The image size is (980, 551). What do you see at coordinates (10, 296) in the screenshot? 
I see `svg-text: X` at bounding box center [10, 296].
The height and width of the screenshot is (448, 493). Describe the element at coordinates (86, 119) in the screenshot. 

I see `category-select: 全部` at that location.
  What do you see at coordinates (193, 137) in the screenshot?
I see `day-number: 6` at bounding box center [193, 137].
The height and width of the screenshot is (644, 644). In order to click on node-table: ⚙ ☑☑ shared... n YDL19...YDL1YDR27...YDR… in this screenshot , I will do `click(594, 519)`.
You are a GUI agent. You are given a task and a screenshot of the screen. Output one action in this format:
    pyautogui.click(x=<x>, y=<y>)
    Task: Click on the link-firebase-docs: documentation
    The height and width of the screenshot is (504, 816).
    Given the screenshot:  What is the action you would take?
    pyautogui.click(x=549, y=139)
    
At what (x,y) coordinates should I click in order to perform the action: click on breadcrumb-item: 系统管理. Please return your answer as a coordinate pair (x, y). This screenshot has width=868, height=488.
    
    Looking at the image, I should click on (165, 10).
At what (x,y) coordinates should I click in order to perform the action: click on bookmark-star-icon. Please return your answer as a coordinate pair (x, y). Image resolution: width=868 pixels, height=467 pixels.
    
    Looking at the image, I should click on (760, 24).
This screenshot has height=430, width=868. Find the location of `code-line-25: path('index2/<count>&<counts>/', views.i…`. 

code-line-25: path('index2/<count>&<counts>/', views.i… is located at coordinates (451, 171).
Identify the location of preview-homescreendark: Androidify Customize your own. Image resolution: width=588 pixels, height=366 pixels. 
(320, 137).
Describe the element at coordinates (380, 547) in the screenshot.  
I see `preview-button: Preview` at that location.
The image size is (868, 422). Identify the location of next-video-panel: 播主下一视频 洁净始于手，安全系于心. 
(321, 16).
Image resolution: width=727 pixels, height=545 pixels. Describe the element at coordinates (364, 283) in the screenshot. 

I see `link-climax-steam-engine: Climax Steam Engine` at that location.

→ Description of the task
Print, exactly as given, the lines from the one with "Image resolution: width=727" through the last line of the material above, and no others.

→ Solution
Image resolution: width=727 pixels, height=545 pixels. Describe the element at coordinates (364, 283) in the screenshot. 

I see `link-climax-steam-engine: Climax Steam Engine` at that location.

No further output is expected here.